Today, Jack and John bring me to meet Tasha and the rest of the crew at Tasha Polizzi Design Studio, housed on two floors of a charmingly renovated, `high-ceilinged building catty-corner across Main Street from T.P. Saddleblanket. The sunlight simply pours through the bank of large arched windows on two sides. (A third building, their warehouse, is outside of town along the Housatonic River.) Sumptuous fabrics, sketches and artwork adorn most surfaces. It’s a vibrant, young staff: Ashley Polizzi (John’s wife), merchandise manager; Audrey Downer, design director; Jane Wright, director of sales; Maria Spraat, production manager; Karman Wu, sample maker; and Joe Salzano, head of operations. The other two staffers are Dave Miller, warehouse manager; and Colorado-based Penny Holt, Western U.S. sales manager.

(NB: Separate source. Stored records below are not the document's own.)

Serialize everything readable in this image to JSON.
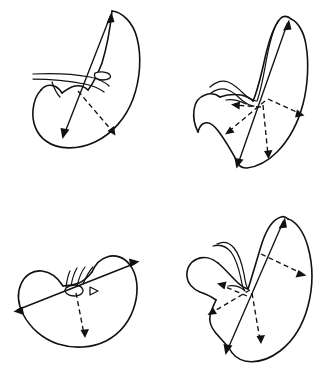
{
  "figure": {
    "background_color": "#ffffff",
    "ink_color": "#111111",
    "columns": 2,
    "rows": 2,
    "has_text_labels": false,
    "panel_count": 4
  },
  "panels": [
    {
      "id": "panel-1",
      "position": "top-left",
      "shape_description": "crescent / comma-shaped organ outline with upper hilar vessel bands and small oval marking",
      "features": {
        "hilum_oval": true,
        "vessel_bands": 2,
        "hatch_marks": 0,
        "notch": true
      },
      "measurements": [
        {
          "name": "long-axis",
          "style": "solid",
          "arrowheads": 2,
          "orientation": "diagonal-upper-right-to-lower-left"
        },
        {
          "name": "short-axis",
          "style": "dashed",
          "arrowheads": 1,
          "orientation": "diagonal-down-right"
        }
      ]
    },
    {
      "id": "panel-2",
      "position": "top-right",
      "shape_description": "narrow elongated tapering outline with lobed lower-left body and pointed superior tip",
      "features": {
        "hilum_oval": false,
        "vessel_bands": 2,
        "hatch_marks": 0,
        "notch": true
      },
      "measurements": [
        {
          "name": "long-axis",
          "style": "solid",
          "arrowheads": 2,
          "orientation": "diagonal-upper-right-to-lower-left"
        },
        {
          "name": "radial-axis-1",
          "style": "dashed",
          "arrowheads": 1,
          "orientation": "down-left"
        },
        {
          "name": "radial-axis-2",
          "style": "dashed",
          "arrowheads": 1,
          "orientation": "up-left"
        },
        {
          "name": "radial-axis-3",
          "style": "dashed",
          "arrowheads": 1,
          "orientation": "down"
        },
        {
          "name": "radial-axis-4",
          "style": "dashed",
          "arrowheads": 1,
          "orientation": "right"
        }
      ]
    },
    {
      "id": "panel-3",
      "position": "bottom-left",
      "shape_description": "wide bilobed kidney-bean outline with central notch and small oval at the hilum",
      "features": {
        "hilum_oval": true,
        "vessel_bands": 0,
        "hatch_marks": 4,
        "notch": true
      },
      "measurements": [
        {
          "name": "long-axis",
          "style": "solid",
          "arrowheads": 2,
          "orientation": "horizontal-diagonal"
        },
        {
          "name": "short-axis",
          "style": "dashed",
          "arrowheads": 1,
          "orientation": "vertical-down"
        }
      ]
    },
    {
      "id": "panel-4",
      "position": "bottom-right",
      "shape_description": "large tilted outline with rounded lower-left lobe, deep central notch with hooked vessel, and pointed superior apex",
      "features": {
        "hilum_oval": false,
        "vessel_bands": 2,
        "hatch_marks": 0,
        "notch": true
      },
      "measurements": [
        {
          "name": "long-axis",
          "style": "solid",
          "arrowheads": 2,
          "orientation": "diagonal-upper-right-to-lower-left"
        },
        {
          "name": "radial-axis-1",
          "style": "dashed",
          "arrowheads": 1,
          "orientation": "down-left"
        },
        {
          "name": "radial-axis-2",
          "style": "dashed",
          "arrowheads": 1,
          "orientation": "up-left"
        },
        {
          "name": "radial-axis-3",
          "style": "dashed",
          "arrowheads": 1,
          "orientation": "down"
        },
        {
          "name": "radial-axis-4",
          "style": "dashed",
          "arrowheads": 1,
          "orientation": "right"
        }
      ]
    }
  ]
}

Tasha bounds from behind her desk; she’s as lithe as a gazelle; elegant in tall boots, jeggings, a sweater, knotted scarf and her signature big glasses. She introduces me to the rest of her team, and I’m struck by their youthfulness and exuberance.

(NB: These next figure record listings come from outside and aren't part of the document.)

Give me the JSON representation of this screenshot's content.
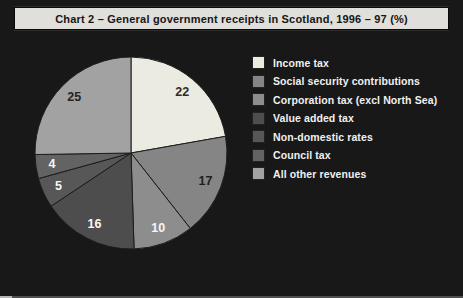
{
  "chart_data": {
    "type": "pie",
    "title": "Chart 2 – General government receipts in Scotland, 1996 – 97 (%)",
    "unit": "%",
    "legend_position": "right",
    "start_angle_deg": 0,
    "clockwise": true,
    "slices": [
      {
        "label": "Income tax",
        "value": 22,
        "color": "#ecebe1",
        "label_color": "#2d2d2d"
      },
      {
        "label": "Social security contributions",
        "value": 17,
        "color": "#858585",
        "label_color": "#1e1e1e"
      },
      {
        "label": "Corporation tax (excl North Sea)",
        "value": 10,
        "color": "#8d8d8d",
        "label_color": "#f6f6f6"
      },
      {
        "label": "Value added tax",
        "value": 16,
        "color": "#4d4d4d",
        "label_color": "#f6f6f6"
      },
      {
        "label": "Non-domestic rates",
        "value": 5,
        "color": "#575757",
        "label_color": "#f6f6f6"
      },
      {
        "label": "Council tax",
        "value": 4,
        "color": "#636363",
        "label_color": "#f6f6f6"
      },
      {
        "label": "All other revenues",
        "value": 25,
        "color": "#a2a2a2",
        "label_color": "#242424"
      }
    ],
    "colors": {
      "background": "#181818",
      "title_bar_bg": "#e0dfdb",
      "title_text": "#161616",
      "legend_text": "#f0f0f0",
      "slice_divider": "#1d1d1d"
    }
  }
}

“I learned so much from others — Geoffrey, Ralphie —who were such fabulous mentors to me,” says Tasha. “This reflects in the design process as Audrey and I collaborate with each other, building stories for our collections. I believe in surrounding myself with younger, smarter, hipper people and giving them the tools to help them succeed. My goal is to build a bridge of giving back through teaching and mentoring the next generation, as was done for me.”

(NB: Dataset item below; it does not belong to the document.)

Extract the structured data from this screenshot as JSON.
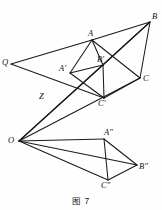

One of Tasha’s trademarks is that the collections themselves have many varied components, with items to delight women of every age and of every size. “Some garments may skew a little older, some a bit younger ... still, a timeless, classic look ... we know no age, no size. For example, Claire — my friend and sometimes-model — loves this look, but her daughter and her mother want it, too.”
Layering — with cashmere, silk, suede and other sumptuous fabrics — is another Tasha Polizzi signature. “I think we elevate ourselves with the quality of the product,” says Tasha. “We build on our creed of being classic in appeal.”
Tasha’s American Sporting Woman Collection fits that description: It’s a bit Western, a bit English, all wrapped up in a country gentlewoman fly-fisher/upland wingshooter look — right on trend, as Census Bureau research shows a whopping 25 percent increase in women’s participation in hunting from 2006 to 2011.
Tasha came to this intuitively, drawing upon her youthful days afield with her father, designing a classic tweedy jacket and matching vest, trimmed in hunter orange and accompanied by a long-fringed hunter orange suede cape. Jeggings styled like English jodphurs, in both black and brown, shown with a Western-inspired cotton nightshirt and accented with turquoise jewelry are other components of the collection — all fresh, unexpected and timeless.
As Kate and Claire strike poses by the elegant Bugati carriage, I think they could well be descendants of the wealthy English cattle barons who settled in Wyoming in the late 1800s ... part British, part Old West; still having afternoon high tea on great-great grandmother’s English bone china after long hours working cattle.
The look’s pure Tasha.
From the Late Spring 2014 issue of C&I's sister publication, Western & English Today.